I’m still perserverating on Joseph Stiglitz’s remarks about “high-return investments”. Does anyone really oppose making high-return investments? I would assume that businesses don’t need other incentives to jump all over them. The investments that require government intervention are those with low returns, very long payoff times, or too speculative.

Even saying that we need to put stimulus spending into high-return investments assumes that we are, effectively, leaving money on the table. Is that really the case? Quite to the contrary I think that problem is more that we have already picked the low-hanging fruit, there are no easy, short-term high-quality investments to be made, and what we are left with have returns that are too low for the bucks we’d invest, take an unacceptably long time to materialize, or are just too oblique.
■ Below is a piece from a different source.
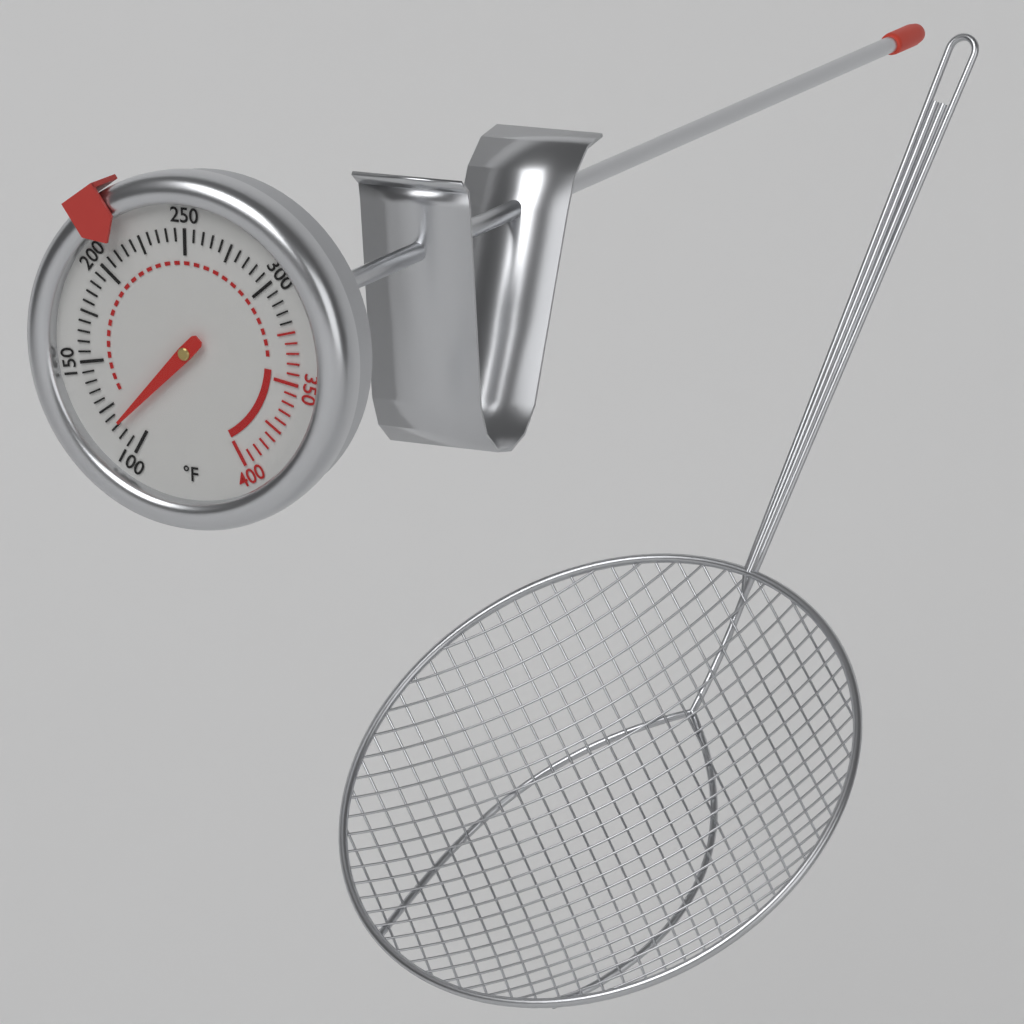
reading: 115 °F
Furthermore, I’m not convinced that going after such projects would resolve the near term problems we face. Let me give some examples.

Outer space exploration can almost unquestionably yield a high return on investment. Not only is there a lot of knowledge to be gained but there’s a lot of stuff out there. Stuff we want. Room to put stuff we don’t want, well out of the way where it’s not in anybody’s backyard.
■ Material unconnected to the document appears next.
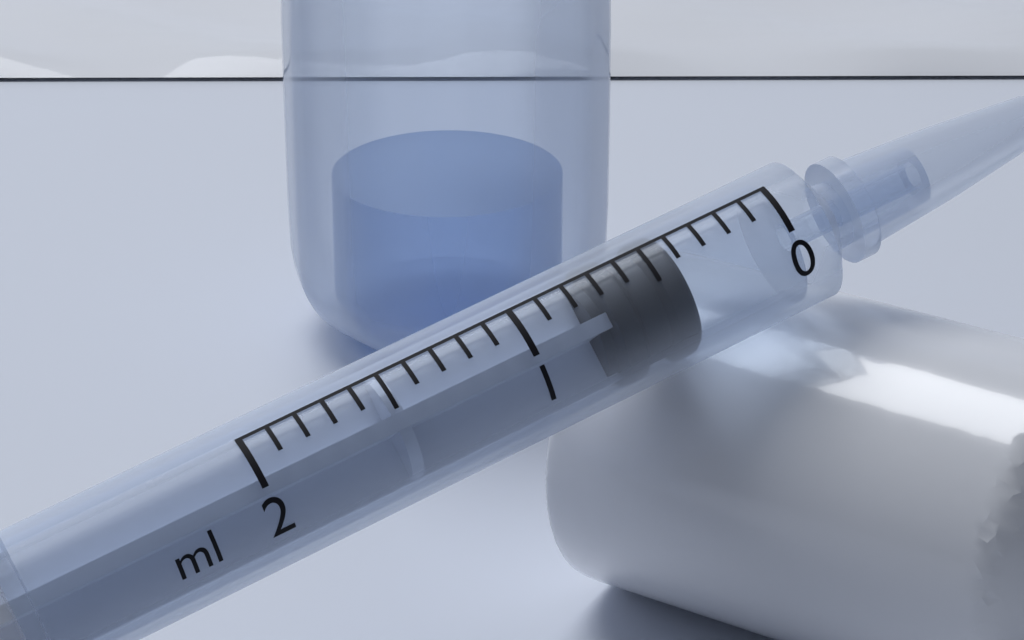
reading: 0.4 ml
Closer to home putting a little more investment into the education and care of a kid who without it would be a lifelong ward of the state sounds like a pretty high-return investment to me. I’m not talking here about average kids who just aren’t interested but about kids with special needs who with the right care and education can be self-sufficient or nearly so. Another example: pre-natal nutrition and care. Incentives for mothers to stay off drugs and alcohol. That kind of stuff can pay off for sixty or seventy years worth of enhanced productive activity. It won’t put a lot of unemployed people to work, though.

I’m beginning to wonder about Nobel Prize winners. And Finanical Times op-ed writers. These observations are almost too vapid for words.